Politico quotes from the report:
“Unable to compete for and retain some of the high-end skills and lacking the capacity to handle many critical day-to-day tasks, the government often has to look to outside contractors for the intellectual capital and know-how that is needed,” the report said. “There also is an absence of clarity and consequence regarding individual and organizational performance. Top performers seldom receive sufficient rewards, poor performers are rarely fired or demoted, and managers are not held accountable for how well they manage employees or the outcomes of the work they oversee.” […]

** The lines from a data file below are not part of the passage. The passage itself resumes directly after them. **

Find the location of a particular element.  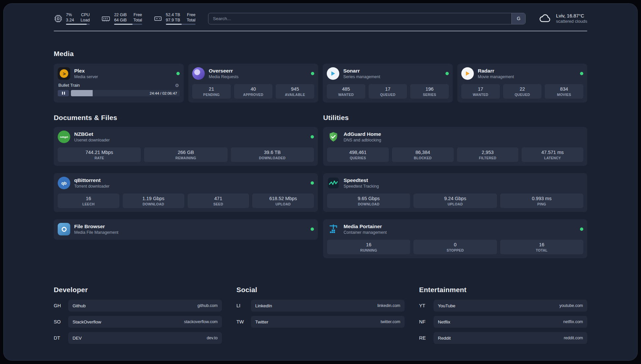

bookmark-reddit: RE Reddit reddit.com is located at coordinates (503, 338).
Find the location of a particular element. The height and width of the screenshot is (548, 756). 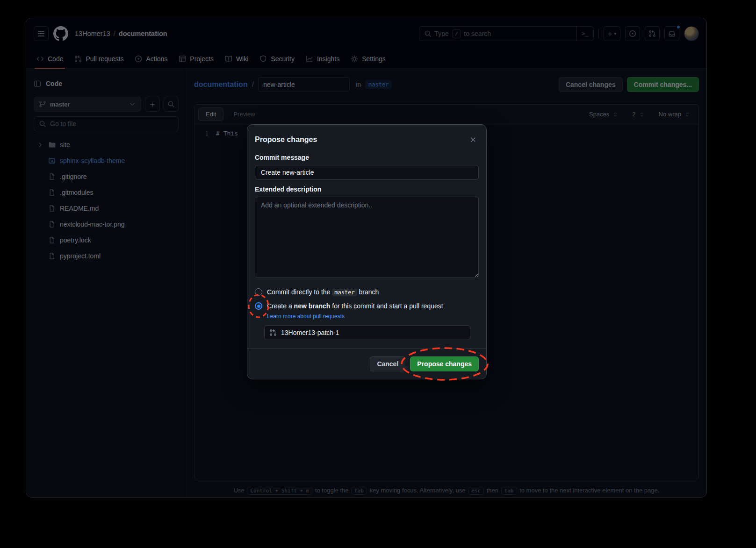

propose-changes-button: Propose changes is located at coordinates (444, 364).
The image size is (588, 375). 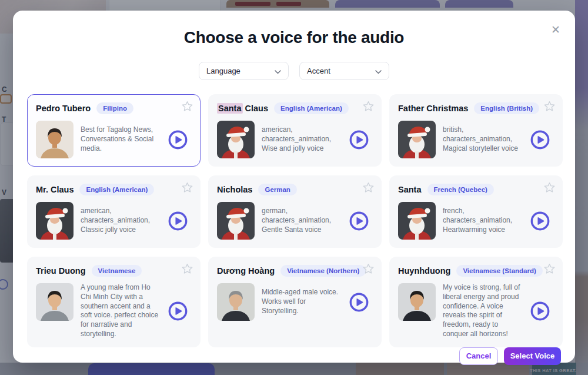 What do you see at coordinates (115, 108) in the screenshot?
I see `language-badge: Filipino` at bounding box center [115, 108].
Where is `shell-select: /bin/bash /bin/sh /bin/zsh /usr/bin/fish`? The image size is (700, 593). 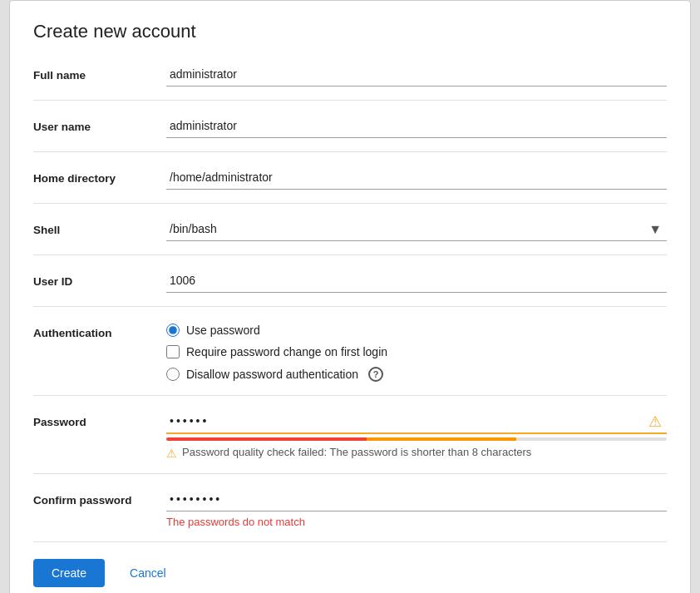
shell-select: /bin/bash /bin/sh /bin/zsh /usr/bin/fish is located at coordinates (417, 230).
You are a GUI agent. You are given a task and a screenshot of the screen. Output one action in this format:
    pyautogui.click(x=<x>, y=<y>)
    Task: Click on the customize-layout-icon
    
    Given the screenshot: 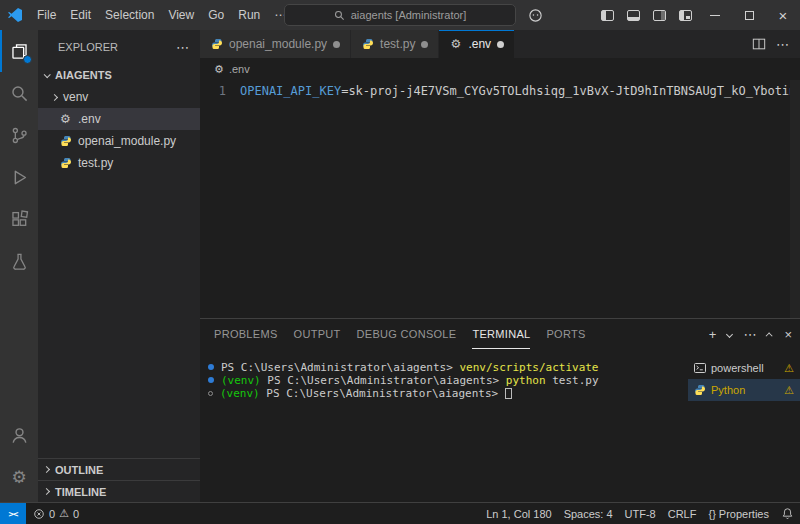 What is the action you would take?
    pyautogui.click(x=685, y=15)
    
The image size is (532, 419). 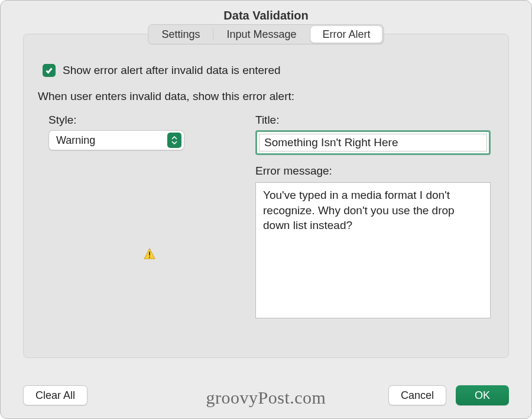 What do you see at coordinates (264, 96) in the screenshot?
I see `instruction-text: When user enters invalid data, show this…` at bounding box center [264, 96].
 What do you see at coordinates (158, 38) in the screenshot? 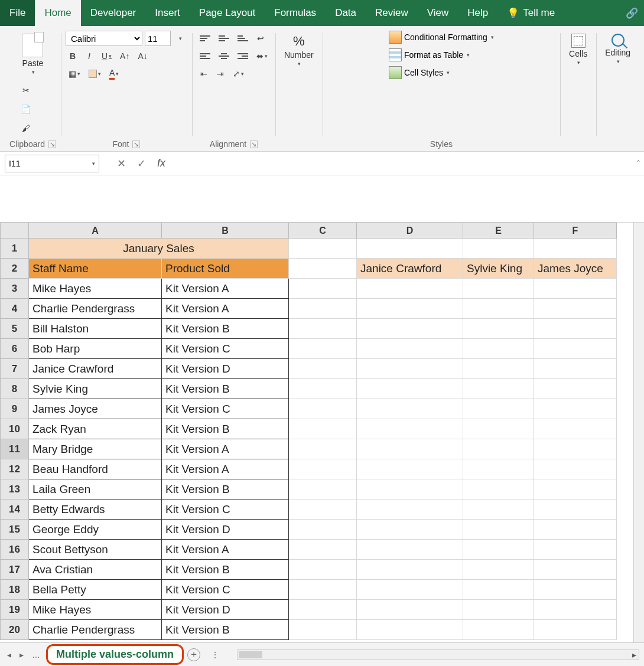
I see `font-size-input` at bounding box center [158, 38].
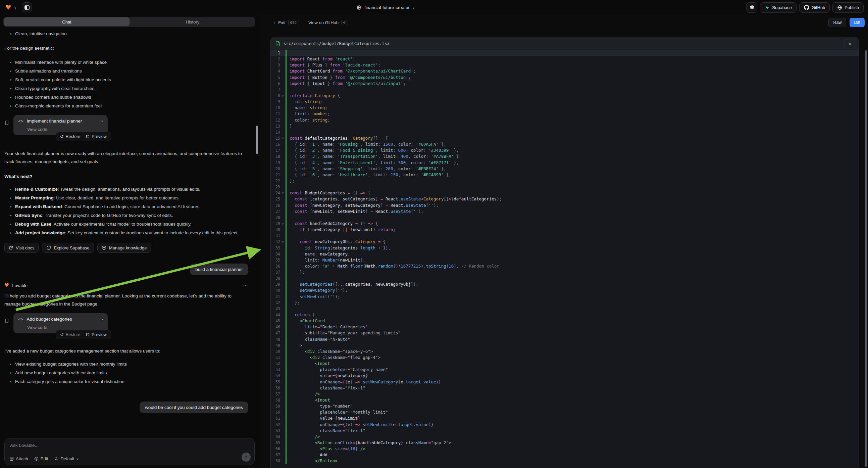 This screenshot has width=868, height=468. What do you see at coordinates (278, 290) in the screenshot?
I see `line-number-gutter: 40` at bounding box center [278, 290].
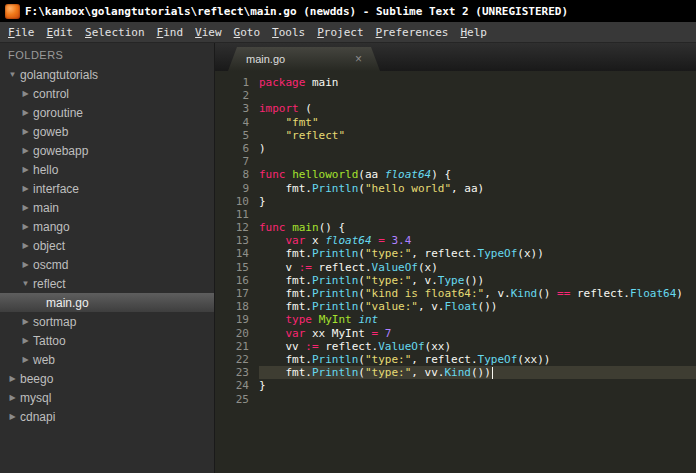 Image resolution: width=696 pixels, height=473 pixels. Describe the element at coordinates (50, 94) in the screenshot. I see `tree-item-label: control` at that location.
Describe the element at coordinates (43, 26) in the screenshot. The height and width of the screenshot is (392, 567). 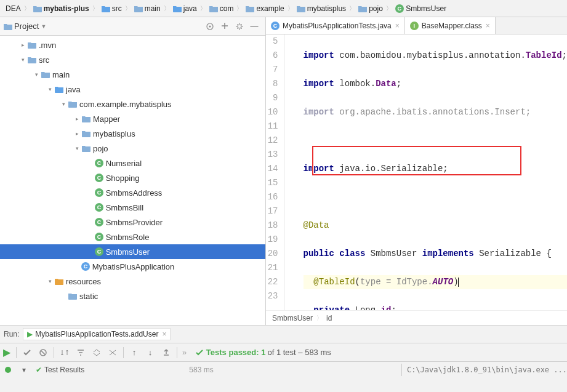
I see `chevron-down-icon: ▼` at that location.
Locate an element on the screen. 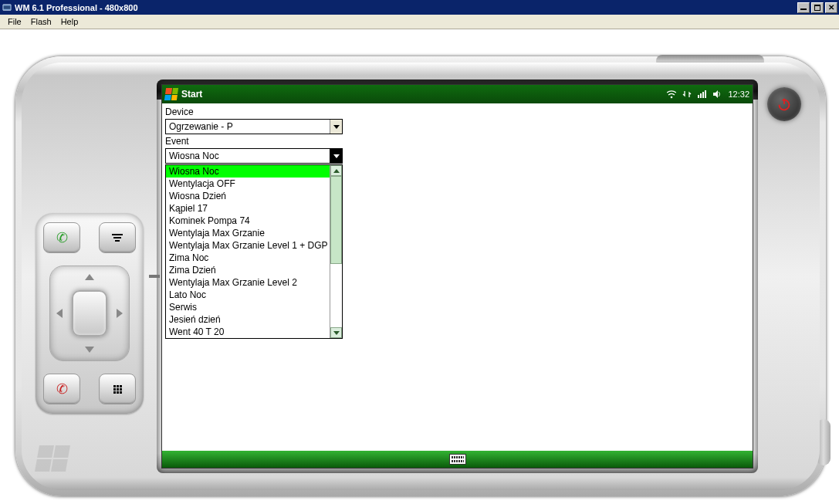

“Only 9 percent of the federal workforce is made up of people younger than 30 — compared to 23 percent of the total U.S. workforce,” the report says. “By 2017, nearly two-thirds of the Senior Executive Service, our nation’s career leadership corps, will be eligible for retirement, and about 31 percent of the government’s permanent career employees will be able to head out the door.”Obamacare’s botched rollout was a good example of a blue tendency to fall in love with the vision of a program while neglecting its implementation. The people who want the federal government to take on more responsibility, not less, have not made it a priority to see that it’s capable of doing so.
The fact that the federal government cannot attract young people to join its ranks should also be disconcerting to blues. Millenials form a core base of President Obama’s support. According to the report, few among them have any interest in working to implement his programs, and the government wouldn’t know how to hire and keep them even if they would.